Reviews

 

  • January 22, 2012read more

    by Lindsay Christians, 77 Square; How an artist changes the people around him, whether it's with a photograph, a compliment or a famous legacy, is at the core of Gwendolyn Rice's insightful play "A Thousand Words,"

     
  • November 28, 2011read more

    by Matthew Reddin, Third Coast Digest; "...Spencer, Mooney and Halverson flesh out their characters with details lesser actors might omit..."

     
  • November 28, 2011read more

    by Paul Kosidowski, Inside Milwaukee.com; ...But in Stoppard’s and Sibleyras’s hands, a kind of beautiful and comic chamber music unfolds.

     
  • November 26, 2011read more

    by Peggy Sue Dunigan, PostScript Performing Arts; "Halverson, Mooney and Spencer absolutely shine"

     
  • October 26, 2011read more

    by Russ Bickerstaff, Shepherd Express; In a way, human history could be described as a collection of stories of people being forced to meet each other.

     
  • October 21, 2011read more

    by Russ Bickerstaff, Shepherd Express blog; Seeing three shows a week, I often tend to forget the sheer joy of the most basic elements of theatre.

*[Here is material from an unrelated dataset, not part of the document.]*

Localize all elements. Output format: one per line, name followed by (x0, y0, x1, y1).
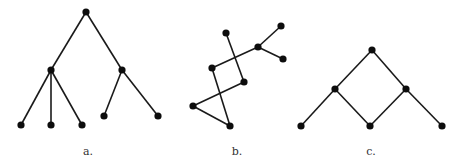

C. Michael Wright hands you a tiny matchbox.

     
  • October 20, 2011read more

    by Damien Jaques, OnMilwaukee.com; Actress Ruth Schudson has had 65 opening nights with the Milwaukee Chamber Theatre, the company she co-founded with Montgomery Davis in 1975. Along the way she became Milwaukee's Judi Dench.

     
  • October 17, 2011read more

    by Paul Kosidowski, Inside Milwaukee/Milwaukee Magazine; In the Milwaukee Chamber Theatre’s beautifully tender new production, the scenes flit by with a blink-and-you’ll-miss-it brevity – almost as if they were glimpsed through the window of Daisy Werthan’s passing car

     
  • August 13, 2011read more

    by Mike Fischer; Milwaukee Journal Sentinel ...But hard as she tries to be solemn, Lenny can't stop laughing. Neither could Milwaukee Chamber Theatre's Friday night audience, as they watched this bittersweet tale of three sisters trying to make lemonade - literally, at one point - from a lifetime's worth of awfully sour lemons...

     
  • August 13, 2011read more

    by Peggy Sue Dunigan, Postscript: Performing Arts; Milwaukee Chamber Theatre (MCT) opens their season by transforming "one very bad day" on the Cabot Stage into one thoroughly entertaining evening. This one chaotic day at the Broadway Theatre Center in the 1981 Pulitzer Prize production Crimes of the Heart presents the three McGrath sisters from Hazlehurst, Mississippi who attempt to make sense of their rural Southern dysfunction.